Good for you. Let me tell you about my grandmother. When I was about 8, I was lying on the floor in front of the TV and it must have been my bare foot that went under the sofa and got a shock. The next day, with daylight, I was able to see that she had a wire with a 2-prong plug lying there, and I think I determined that 6 or 8 feet on it was plugged into an extension cord. So somehow she had a cord with plugs on both ends. But I was 8 and it didn't occur to me to challenge her or the arrangement so I just decided to not go under the sofa anymore, even with just my leg. She lived there another 10 years and nothing bad ever happened.

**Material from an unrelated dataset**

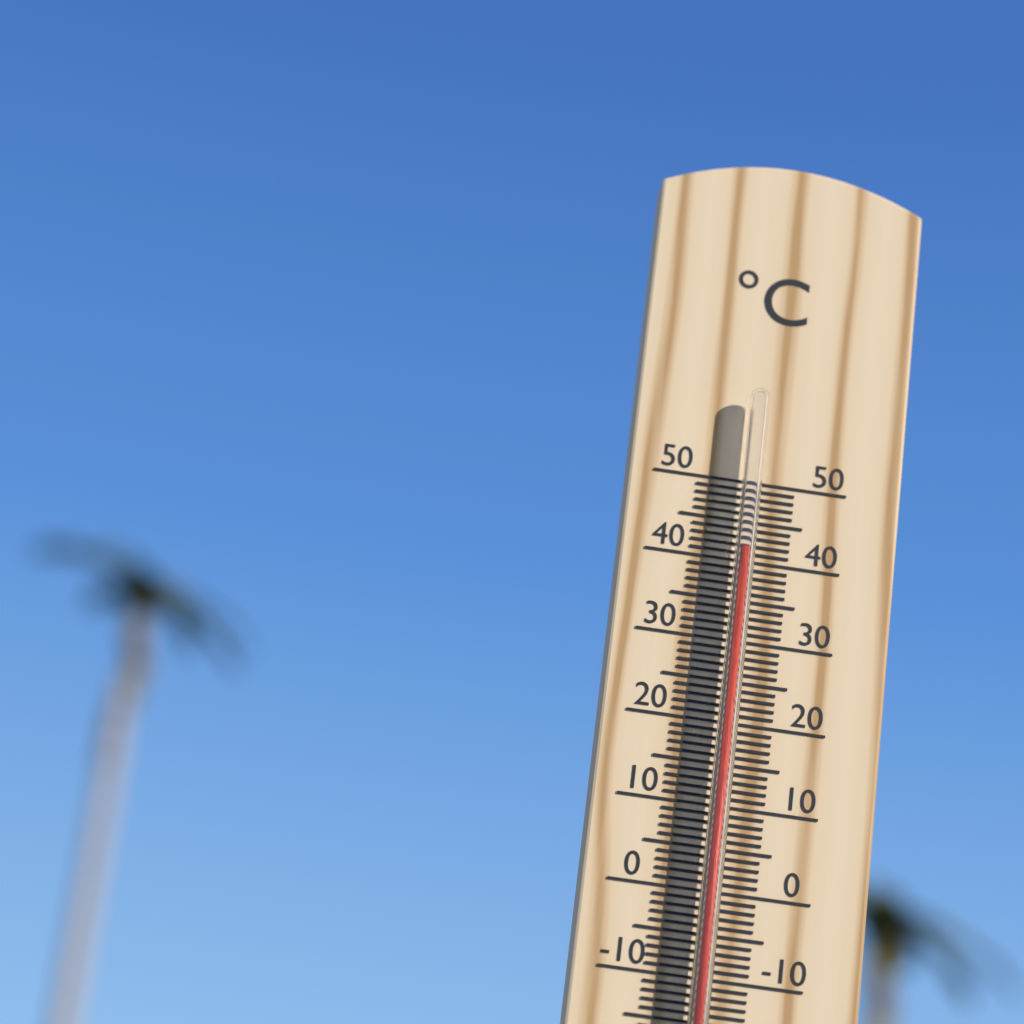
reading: 41 °C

I can't believe my cousins did this. I'm not sure they even know how, so that leaves my grandfather, who had come from Europe when he was 20 and hadn't even had electriicty there. But when I was 6, he had shown me how to change a wall light switch. And I somehow inherited one of his screwdrivers, which I later learned he must have sharpened himself, pretty good huh, except I also learned he'd sharpened it wrong, like a chisel instead of parallel sides, or better yet getting slightly wider at the end, with a flat end, no single-edge. He must have had a good reason for making a cord with plugs on both ends, something that wasn't there anymore. Before he owned a grocery store, he was a junk man, so there's no telling what he ended up with.

Reply to
micky

If you're not making a splice or junction in the box, why would you ever run the BX straight through the box at all? Just run it to wherever it's going. I would think that pass through would raise the inspectors eyebrows, more so than just making a routine splice. If the box has other stuff in it, like yours did, inspectors here wouldn't even analyze it to figure out what's spliced versus actually connected to other stuff inside the box.

Reply to
trader_4

This is one of two or three things I can't remember, but there was a reason.

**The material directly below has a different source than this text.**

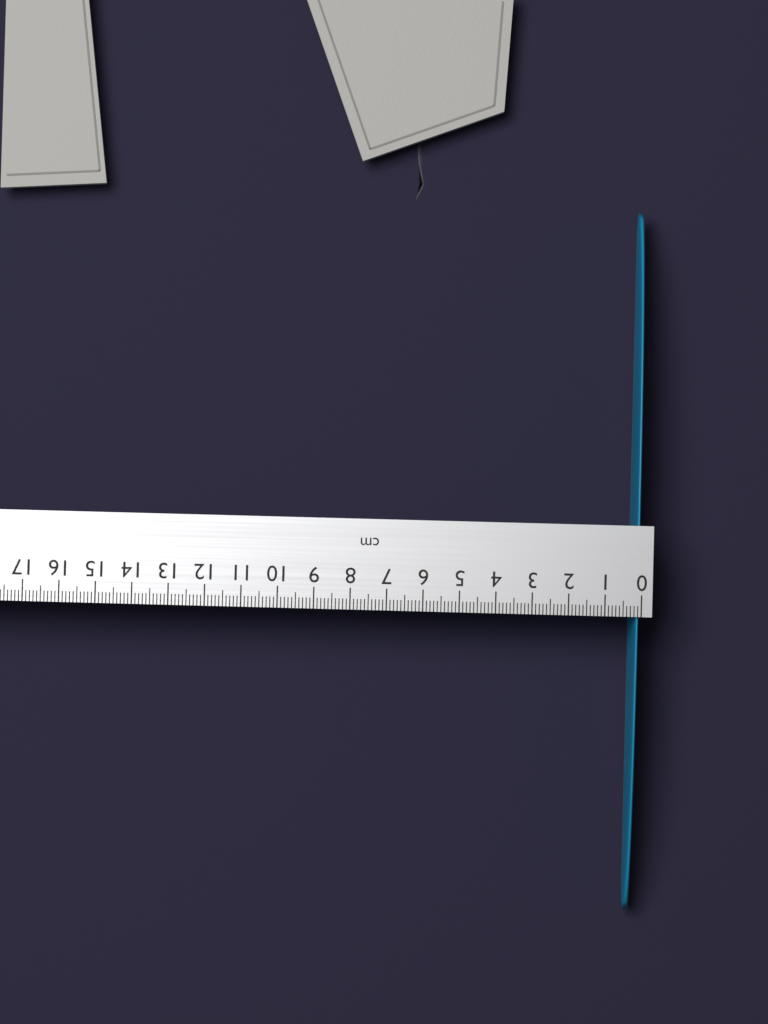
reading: 0.2 cm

I wanted to do it right, not do something wrong that inspectors wouln't notice.

I've actually forgotten which floor or building it was, but I know the block and I drive by every time I'm in nyc, and it hasn't burned down yet, so that's a good sign.

Reply to
micky

I agree.

There is nothing wrong with a splice, it's done all the time...and my house ...which has one...recently passed an electrical inspection.

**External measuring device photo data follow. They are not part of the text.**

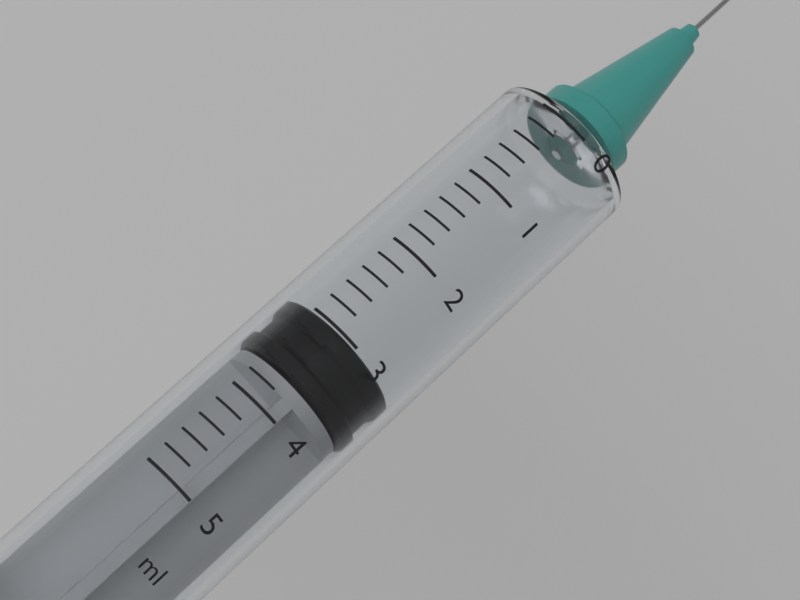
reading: 3.0 ml
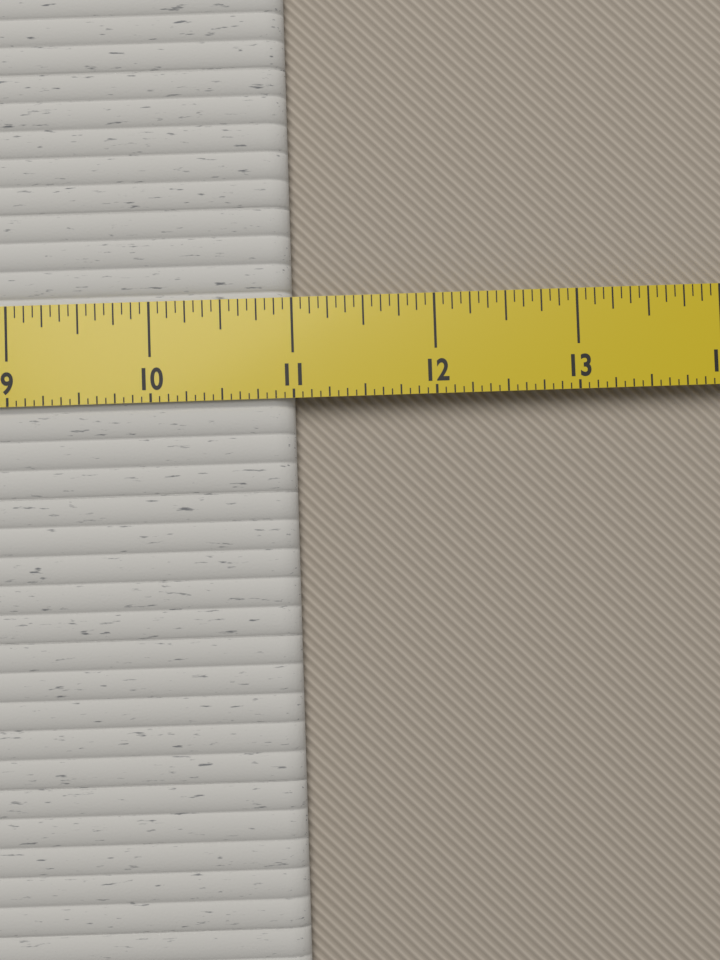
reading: 11.0000 in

The inspector spent most of his time making sure everything was grounded properly.

Reply to
philo

With BX, I think you *must* use a metal box. I dislike using it as cutting it is always a hassle -- always wondering if you're going to *knick* the insulation on one or more conductors while cutting the armor, having to wrap the conductors in tape to prevent the armor from rubbing through their insulation, etc.

Reply to
Don Y

On Friday, September 11, 2015 at 4:48:08 PM UTC-5, Don Y wrote: I dislike using it as cutting

...you kink it, unwind it, and cut it with diagonal pliers...and there's a fiber-like insert that you put-in to protect the conductors.

Reply to
bob_villa

Ok so I think the romex is being bogarted by my hoa and neighbor (garage) t he pics I'll post u can see the wore going up which it nundles in loops aro und the wooden frame structure of my garage interior - to then the other si de if garage where rom ex powers the lite off alley exit

So how if they are socking holes to sink they power in my wall without aski ng and who knows I mite b paying for - can these b spliced into to assist m y low watt situation Which from my pics u can see is a hot mess And 1(20) switch just Abt powers all my house so there's that

Reply to
thisismadness.ca

Well I can't fig how to post reply with pic

Reply to
thisismadness.ca

It's not a binary group.

Reply to
Stormin Mormon

I see. Well that makes good sense ,.and thank u all for ur replies & esp the kindness avail in which I may still confide 2other groups(vet ke l Lol pls forgive the amateur commentary in lieu of my ignorance - ok so .... I'

Reply to
thisismadness.ca

HomeOwnersHub website is not affiliated with any of the manufacturers or service providers discussed here. All logos and trade names are the property of their respective owners.